The global petroleum industry first got its start in the Appalachian Basin in northwestern Pennsylvania. In Titusville, Pennsylvania, Cornel Drake drilled the first well with the intent of finding oil hit “black gold” in the summer of 1859, at a depth of only 69 1/2 feet (21.18 meters), forever changing the course of modern history.

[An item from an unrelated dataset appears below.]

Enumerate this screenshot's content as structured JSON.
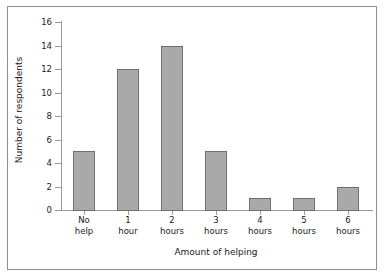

Think of a basin as a broad region where sediments were deposited in the geologic past, even if no sediments are being deposited there today. For example, the Appalachian Basin is currently high above sea level, located largely in mountainous terrain, and is no longer a basin. However, 300 million years ago, during the Devonian Period, thick accumulations of mud, sand, and organic material settled at the bottom of a shallow sea that was once located here. The alteration of these sediments, and the “cooking” (Maturation) of organic-rich muds is what gives us oil, natural gas and coal.

bradford oil field
bradford oil field

Most of the reservoirs in Pennsylvania are Devonian and Mississippian aged sandstones. These rocks are part of the western extent of the Catskill Delta, a thick wedge of sandstones, siltstones and shales that were deposited into a shallow sea beginning 400 million years ago. The source of these deposits came from tall mountains, located at this time near the current Hudson River of New York State. Highly porous sandstones became interbedded with shales in western Pennsylvania and New York. In many cases, the shales act as both source rock and trap rock for the hydrocarbons. The main trap types are structural and stratigraphic. Anticlines run parallel to the axis of the Appalachian Basin itself, trapping oil and natural gas. Stratigraphic traps are formed by alternating shale and sandstone layers. Some of these sandstone layers are not continuous and are trapped on all sides by shale. These form”pods” of sand known as “lenses”, and act as an effective hydrocarbon trap in the Appalachian Basin and elsewhere. Pennsylvania oil is very high quality crude, with considerably less impurities than most oil produced in the United States. Because less work in the refineries is necessary before the product hits the market, Pennsylvania oil is slightly more valuable than oil from most other places.

oil_diagram
oil_diagram

oil_diagram
oil_diagram

The most prolific oil field in the region is the Bradford oil field in northwestern Pennsylvania (McKean county) and extending into extreme southwestern New York (Cattaraugus County). Here, the oil comes from the upper Devonian Bradford sands, which are about 1000 feet (~300 meters) below ground and up to 90 feet in thickness. These reservoir sandstones and siltstones are not only thick, but are much more horizontally widespread than other reservoir rocks in the region. The trap is mostly stratigraphic (the reservoir sands are actually part of an ancient river delta that was surrounded by mud), though it does rest at the crest of an anticline. In 1881, this field produced an incredible 83% of the USA’s total oil output. Since its discovery in 1871, Bradford field has produced more than 1/2 billion barrels of oil. (The Paleontological Research Institution).